Students face busy lives. We strive to keep up with our academics as we recruit for jobs and internships, maintain our mental and physical health, lead an active social life, participate in clubs and organizations, and work on personally-fulfilling side projects. It is tough to do it all, and so we often skip lectures for classes at inconvenient times to do tend to more pressing matters.
Luckily, a significant number of our classes have lectures that are recorded and uploaded to YouTube within the day, giving us the option to watch (or re-watch) lecture in our own time. Unfortunately, however, Berkeley disallows comments on its YouTube videos so that it does not have to filter comments for spam or harassment.
This puts students in a predicament if they have questions about something the professor said or confusing material covered in lecture. There is no convenient place to ask - it is troublesome to link to a video at a timestamp using the otherwise-amazing platform Piazza. Office hours with the professor or TAs are too few and too packed to receive proper guidance. And if the material is necessary for an assignment, students have nowhere else to turn to get answers.
This is where Annot8 comes in.
The home page of Annot8 - enter a URL and go!
Annot8 is a platform for students to ask questions on webcasted YouTube lecture videos. Students simply download our Google Chrome Extension (to be launched in the Chrome Extension store in the near future), navigate to their lecture video on YouTube, click on the extension, and redirect to Annot8.
As students watch the video, they can ask questions at certain timestamps or respond to others’ comments. Students can also choose to comment anonymously, as they may not want their identity known.

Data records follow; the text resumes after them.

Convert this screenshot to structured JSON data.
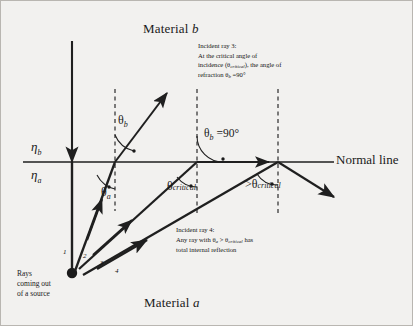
{
  "figure": {
    "title_top": "Material b",
    "title_bottom": "Material a",
    "normal_line_label": "Normal line",
    "media_labels": {
      "upper": "η",
      "upper_sub": "b",
      "lower": "η",
      "lower_sub": "a"
    }
  },
  "angles": {
    "theta_b": "θ",
    "theta_b_sub": "b",
    "theta_a": "θ",
    "theta_a_sub": "a",
    "theta_b_90_symbol": "θ",
    "theta_b_90_sub": "b",
    "theta_b_90_value": " =90°",
    "theta_critical_symbol": "θ",
    "theta_critical_sub": "critical",
    "theta_gt_critical_prefix": ">",
    "theta_gt_critical_symbol": "θ",
    "theta_gt_critical_sub": "critical"
  },
  "annotations": {
    "ray3": {
      "line1": "Incident ray 3:",
      "line2": "At the critical angle of",
      "line3_a": "incidence (θ",
      "line3_sub": "critical",
      "line3_b": "), the angle of",
      "line4_a": "refraction θ",
      "line4_sub": "b",
      "line4_b": " =90°"
    },
    "ray4": {
      "line1": "Incident ray 4:",
      "line2_a": "Any ray with θ",
      "line2_sub_a": "a",
      "line2_b": " > θ",
      "line2_sub_b": "critical",
      "line2_c": " has",
      "line3": "total internal reflection"
    },
    "source": {
      "line1": "Rays",
      "line2": "coming out",
      "line3": "of a source"
    }
  },
  "ray_numbers": [
    "1",
    "2",
    "3",
    "4"
  ],
  "colors": {
    "background": "#f2f1ef",
    "ink": "#1a1a1a",
    "dashed": "#2b2b2b",
    "border": "#b9b6b1"
  }
}
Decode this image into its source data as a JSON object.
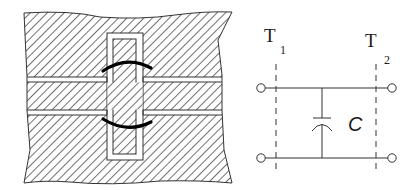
{
  "figure": {
    "left_panel": {
      "description": "Cross-section of stacked hatched conductor layers with a vertical via and curved field-line arcs",
      "layers": 3,
      "hatch_color": "#2a2a2a",
      "arc_color": "#000000"
    },
    "right_panel": {
      "description": "Equivalent circuit: shunt capacitor between two reference planes",
      "terminals": [
        {
          "label": "T",
          "subscript": "1"
        },
        {
          "label": "T",
          "subscript": "2"
        }
      ],
      "component": {
        "type": "capacitor",
        "label": "C"
      }
    }
  }
}
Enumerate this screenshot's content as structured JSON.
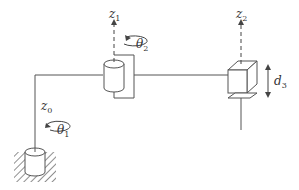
{
  "diagram": {
    "type": "robot-manipulator-kinematic-sketch",
    "joints": [
      {
        "id": "joint1",
        "kind": "revolute",
        "axis_label": "z",
        "axis_sub": "0",
        "var_label": "θ",
        "var_sub": "1"
      },
      {
        "id": "joint2",
        "kind": "revolute",
        "axis_label": "z",
        "axis_sub": "1",
        "var_label": "θ",
        "var_sub": "2"
      },
      {
        "id": "joint3",
        "kind": "prismatic",
        "axis_label": "z",
        "axis_sub": "2",
        "var_label": "d",
        "var_sub": "3"
      }
    ],
    "colors": {
      "line": "#555555",
      "text": "#333333",
      "background": "#ffffff"
    }
  }
}
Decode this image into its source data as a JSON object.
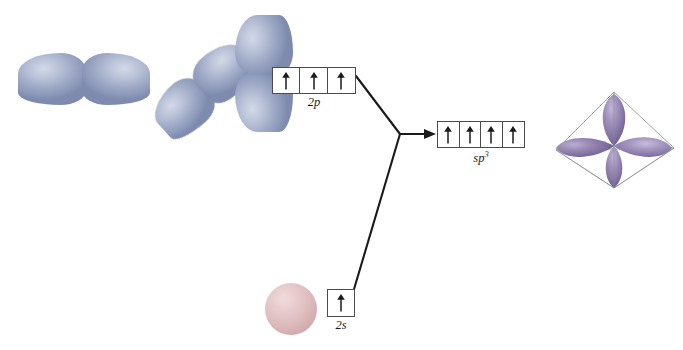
{
  "figure": {
    "background": "#ffffff"
  },
  "colors": {
    "p_orbital_blue": "#a9b4cc",
    "p_orbital_blue_light": "#d3d9e8",
    "p_orbital_blue_dark": "#7e8bae",
    "s_orbital_pink": "#debcbe",
    "s_orbital_pink_light": "#f0dcdc",
    "s_orbital_pink_dark": "#c59a9e",
    "hybrid_purple": "#8878a8",
    "hybrid_purple_light": "#b3a7c9",
    "hybrid_purple_dark": "#6b5c8c",
    "line_black": "#1a1a1a",
    "box_border": "#4b4b4b",
    "tetra_wire": "#9b9b9b"
  },
  "orbitals": {
    "p_set": {
      "name": "2p atomic orbitals",
      "count": 3,
      "members": [
        {
          "name": "p-x-orbital",
          "orientation": "horizontal",
          "angle_deg": 0
        },
        {
          "name": "p-y-orbital",
          "orientation": "diagonal",
          "angle_deg": -40
        },
        {
          "name": "p-z-orbital",
          "orientation": "vertical",
          "angle_deg": -90
        }
      ]
    },
    "s_orbital": {
      "name": "2s-atomic-orbital",
      "shape": "sphere"
    },
    "hybrid": {
      "name": "sp3-hybrid-orbital-set",
      "lobe_count": 4,
      "geometry": "tetrahedral",
      "wireframe": "tetrahedron"
    }
  },
  "boxes": {
    "p": {
      "id": "2p-orbital-boxes",
      "label": "2p",
      "label_base": "2",
      "label_italic": "p",
      "cells": 3,
      "electrons": [
        "up",
        "up",
        "up"
      ]
    },
    "s": {
      "id": "2s-orbital-box",
      "label": "2s",
      "label_base": "2",
      "label_italic": "s",
      "cells": 1,
      "electrons": [
        "up"
      ]
    },
    "sp3": {
      "id": "sp3-orbital-boxes",
      "label_main": "sp",
      "label_sup": "3",
      "cells": 4,
      "electrons": [
        "up",
        "up",
        "up",
        "up"
      ]
    }
  },
  "connectors": {
    "p_to_junction": {
      "from": [
        356,
        76
      ],
      "to": [
        400,
        134
      ]
    },
    "s_to_junction": {
      "from": [
        352,
        296
      ],
      "to": [
        400,
        134
      ]
    },
    "junction_to_sp3": {
      "from": [
        400,
        134
      ],
      "to": [
        434,
        134
      ],
      "arrowhead": true
    }
  }
}
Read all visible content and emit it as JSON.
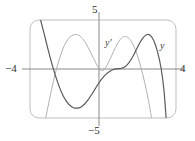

students can comment at specific timestamps
students can see all timestamps at which comments were made
All comments are stored in a MongoDB database hosted via mLab. There are two “collections” (tables for non-relational database structures) — one to store Users and another to store Comments. Comments are stored with:
Each User in stored with:
The profile page — users can see all comments they’ve made, and can click through to a specific comment on a video
This application was built with React JS with Redux on the front-end and Node JS on the back-end. User authentication is handled via PassportJS.